Sunday 5 December 2010

Whatever You Love


Title: Whatever You Love

Author: Louise Doughty

Number of pages: 320

Started: 1 December 2010

Finished: 5 December 2010

Opening words:

Muscle has memory; the body knows things the brain will not admit. Police officers were at my door – uniformed, arranged – yet even as the door swung open upon them, which was surely the moment that I knew, even then, my conscious self was seeking other explanations, turning round and around, like a rat in a cage.

Plot summary:

Two police officers knock on Laura’s door. They tell her that her nine-year old daughter Betty has been hit by a car and killed. When justice is slow, Laura decides to take her own revenge and begins to track down the man responsible. Laura’s grief reopens old wounds and she is thrown back to the story of her passionate love affair with Betty’s father David, their marriage and his subsequent desertion of her for another woman. Haunted by her past and driven by her need to discover the truth, Laura discovers just how far she is prepared to go for love, desire and retribution.

What I thought:

This was a very readable book, and not the tale of revenge and retribution that the blurb about the book would suggest. It was a sad tale centred around the death of a nine year old in a road traffic accident. It mainly focuses on her mother, and the people her mother then comes into contact with. From that perspective it was quite moving. However, in other ways the book lacked some credibility.

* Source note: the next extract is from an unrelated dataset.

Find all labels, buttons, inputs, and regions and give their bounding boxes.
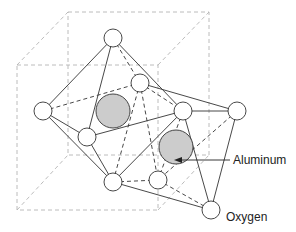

I thought, as is the case with others on the Costs shortlist, there were two many plots trying to be crow-barred into the book. There was the grief around the death, relationship issues, anonymous letters, and a disappearance – to name but a few. I felt that having so many different plots in some ways detracted from each of the others, and they did not all serve a helpful purpose in furthering the story.

It was a decent read, but could have done with being more focussed in terms of the stories it explored and the final quarter of the book was somewhat of an unnecessary diversion from a tale of dealing with a child’s death.